----- The input -----

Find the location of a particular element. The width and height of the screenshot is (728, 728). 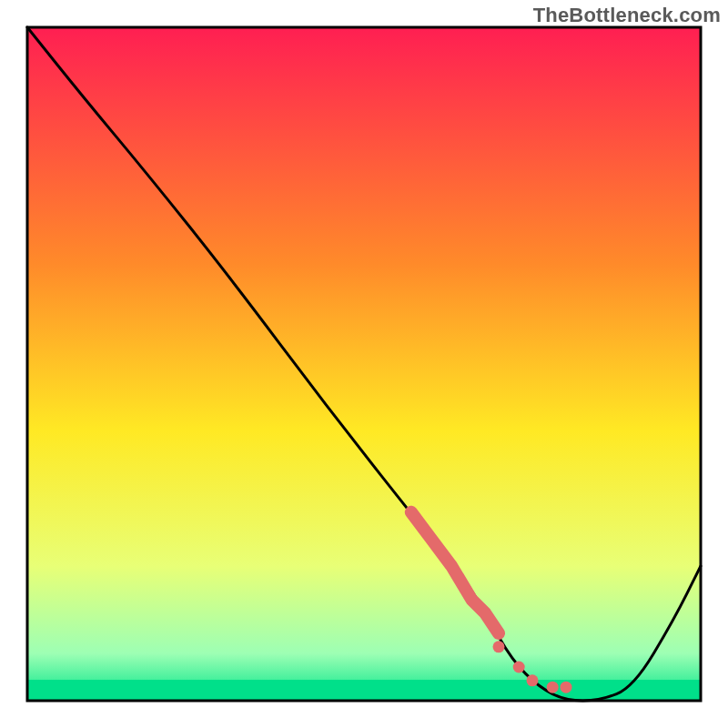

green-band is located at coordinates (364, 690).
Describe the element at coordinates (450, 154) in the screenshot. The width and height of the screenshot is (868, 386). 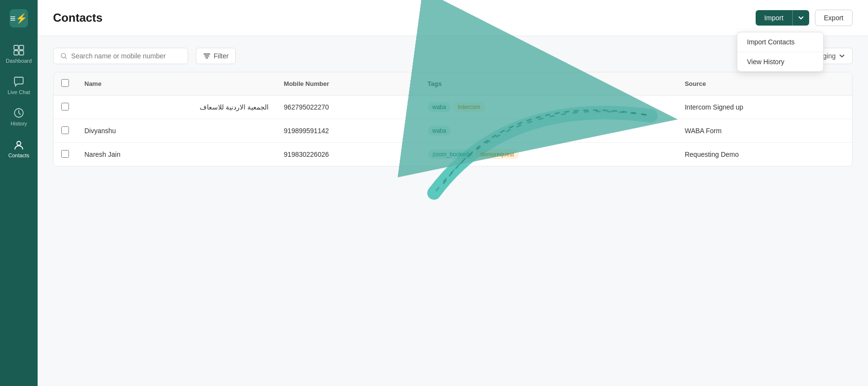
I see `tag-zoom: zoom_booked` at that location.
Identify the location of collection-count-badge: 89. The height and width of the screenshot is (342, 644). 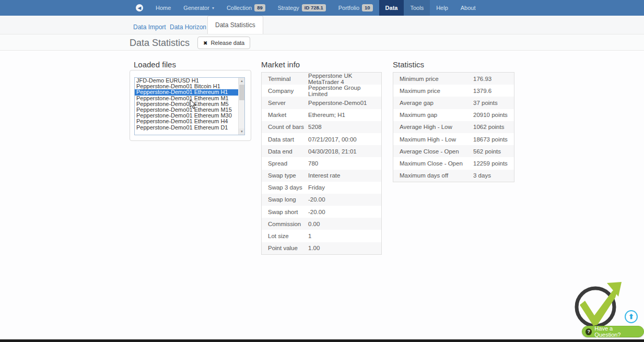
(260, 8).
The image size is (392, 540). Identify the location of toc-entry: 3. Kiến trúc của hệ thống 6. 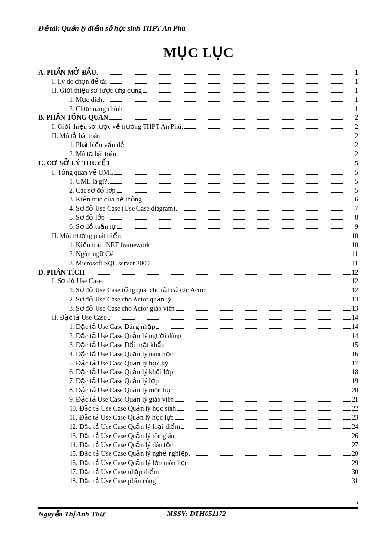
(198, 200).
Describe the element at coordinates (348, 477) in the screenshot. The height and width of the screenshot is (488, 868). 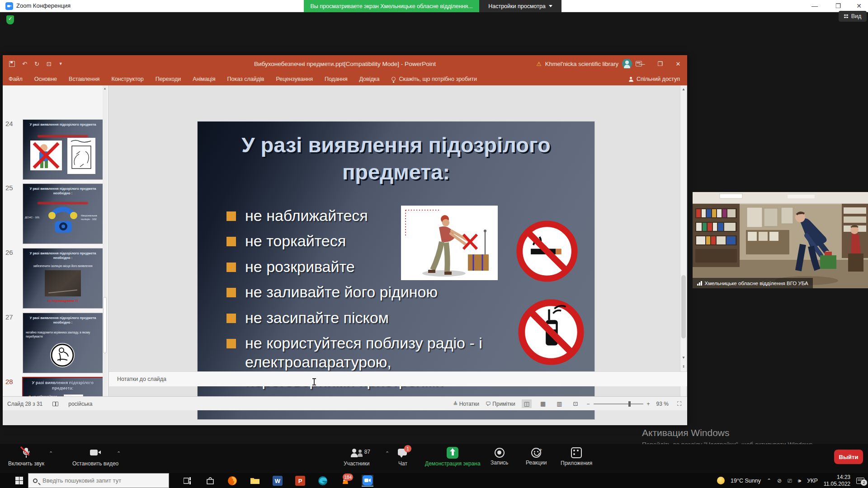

-----

Would you return the entries verbatim, minus any images?

Find the location of a particular element. The width and height of the screenshot is (728, 728). 

green-band is located at coordinates (364, 690).
Describe the element at coordinates (450, 154) in the screenshot. The width and height of the screenshot is (868, 386). 
I see `tag-zoom: zoom_booked` at that location.
Identify the location of collection-count-badge: 89. The height and width of the screenshot is (342, 644). 
(260, 8).
The image size is (392, 540). Identify the location of toc-entry: 3. Kiến trúc của hệ thống 6. 
(198, 200).
Describe the element at coordinates (348, 477) in the screenshot. The height and width of the screenshot is (488, 868). 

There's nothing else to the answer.